Aherns was among 973 people in Minnesota with state-confirmed cases of salmonella, the most since health officials started tracking in the early 1990s. Cases were up 35 percent over 2014, according to the Minnesota Department of Health, with 115 people affected by the outbreak linked to Chipotle.
"It was a huge outbreak, the biggest salmonella outbreak [in this state] since 1994," said Kirk Smith, the health department's head of foodborne disease investigations.
The Chipotle case, along with a huge national outbreak last year involving cucumbers, highlights a growing problem: the spread of foodborne disease through produce.
Tomatoes connected to the Chipotle outbreak were traced back to a farm in Virginia, a big tomato-growing area linked to several salmonella outbreaks in the past 15 years.
Salmonella and the even more virulent E. coli 0157 bacteria originate in the guts of animals, making their way into nature through excrement.
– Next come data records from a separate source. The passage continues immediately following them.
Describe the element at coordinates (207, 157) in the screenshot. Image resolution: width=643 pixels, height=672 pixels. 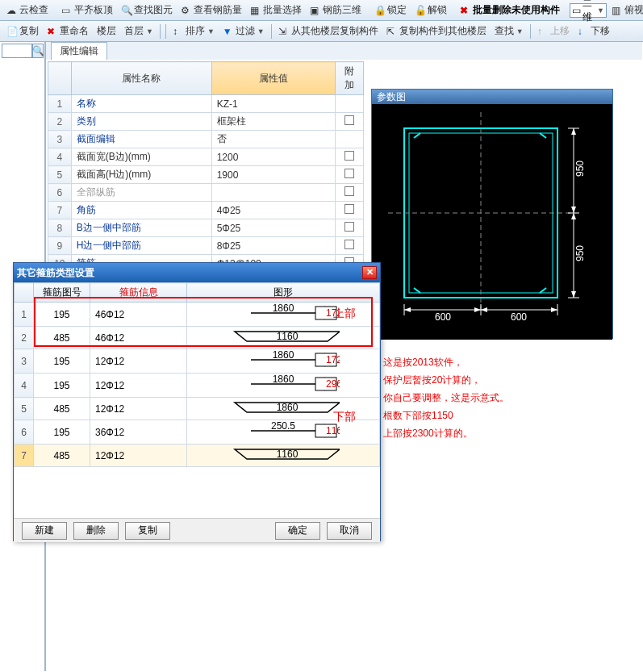
I see `property-row: 4 截面宽(B边)(mm) 1200` at that location.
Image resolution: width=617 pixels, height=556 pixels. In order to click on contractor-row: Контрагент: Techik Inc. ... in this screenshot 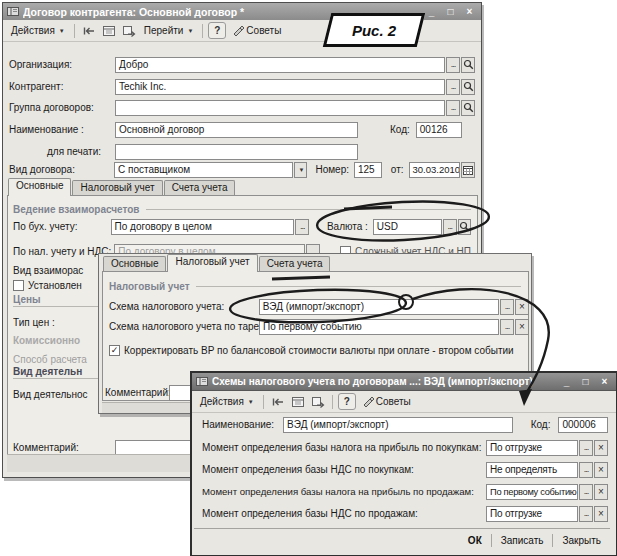, I will do `click(242, 86)`.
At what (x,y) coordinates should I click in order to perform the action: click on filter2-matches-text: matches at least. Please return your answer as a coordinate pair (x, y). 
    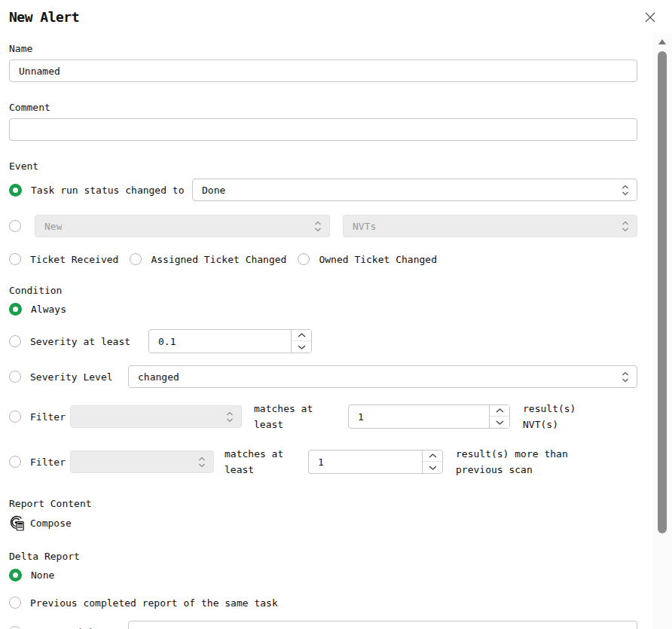
    Looking at the image, I should click on (267, 462).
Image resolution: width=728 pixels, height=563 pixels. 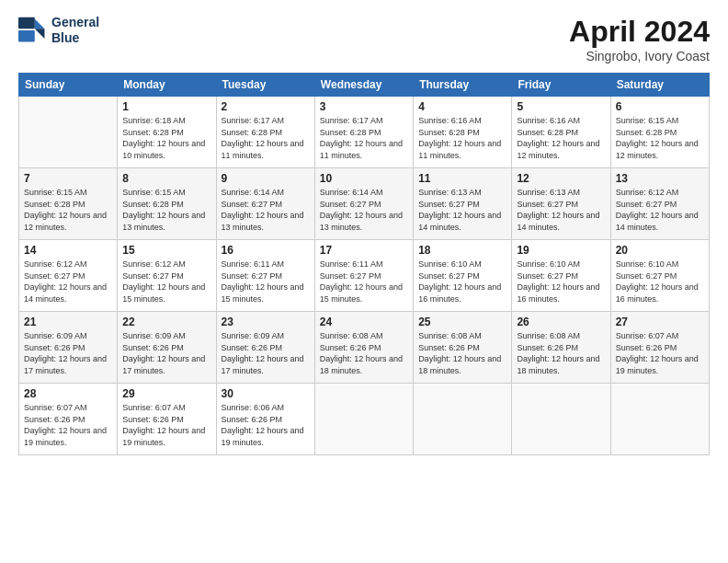 I want to click on calendar-cell: 6 Sunrise: 6:15 AM Sunset: 6:28 PM Dayli…, so click(x=660, y=132).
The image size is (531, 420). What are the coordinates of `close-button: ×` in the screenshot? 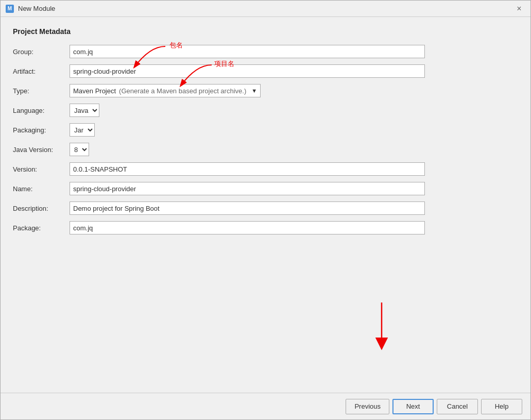 It's located at (519, 9).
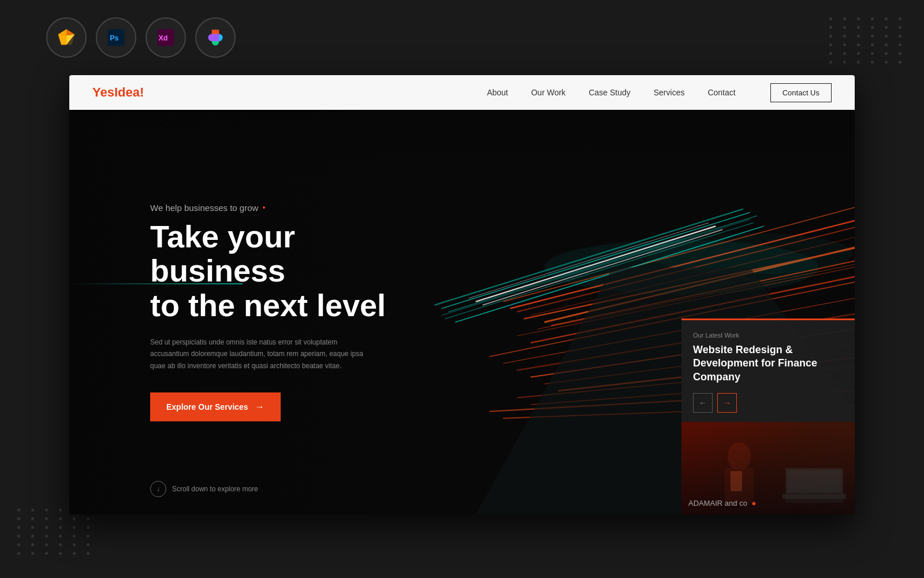  What do you see at coordinates (260, 407) in the screenshot?
I see `arrow-icon: →` at bounding box center [260, 407].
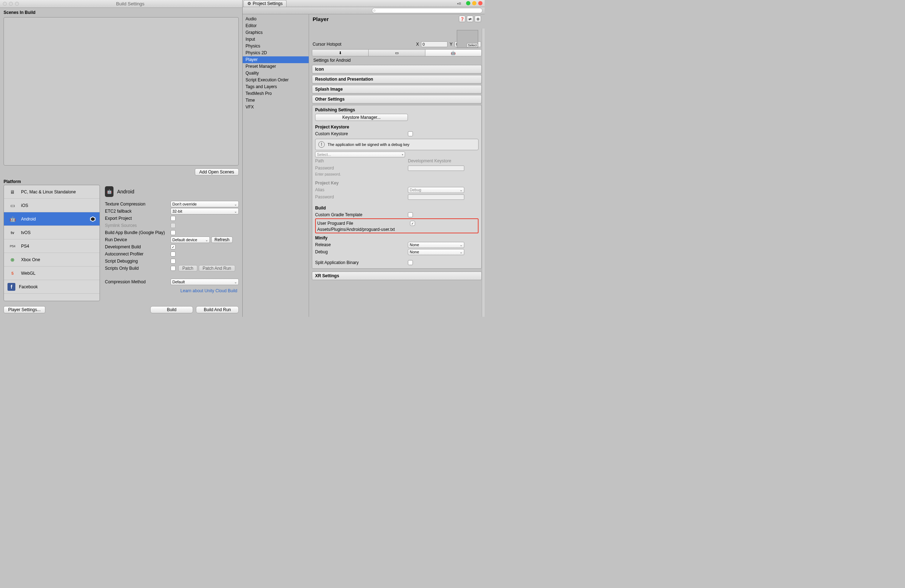  Describe the element at coordinates (411, 262) in the screenshot. I see `split-binary-checkbox` at that location.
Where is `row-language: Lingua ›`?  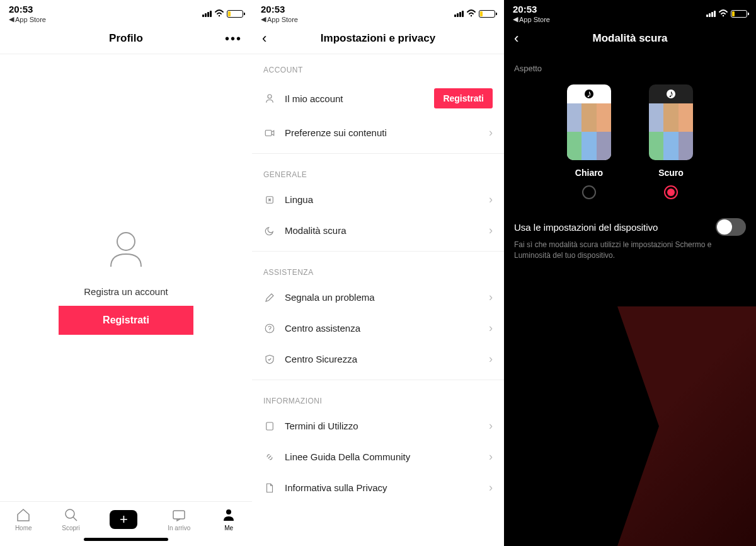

The waste can then contaminate water or soil, ultimately transmitting bad bacteria to tomatoes, lettuce and other produce, said Ian Williams, head of outbreak control and prevention for the U.S. Centers for Disease Control and Prevention (CDC).
"One of the problems with produce is there is no kill step," he said, noting that salmonella and other pathogens in meat are usually zapped by cooking. "What is contaminated in the field is what you will be eating in your kitchen."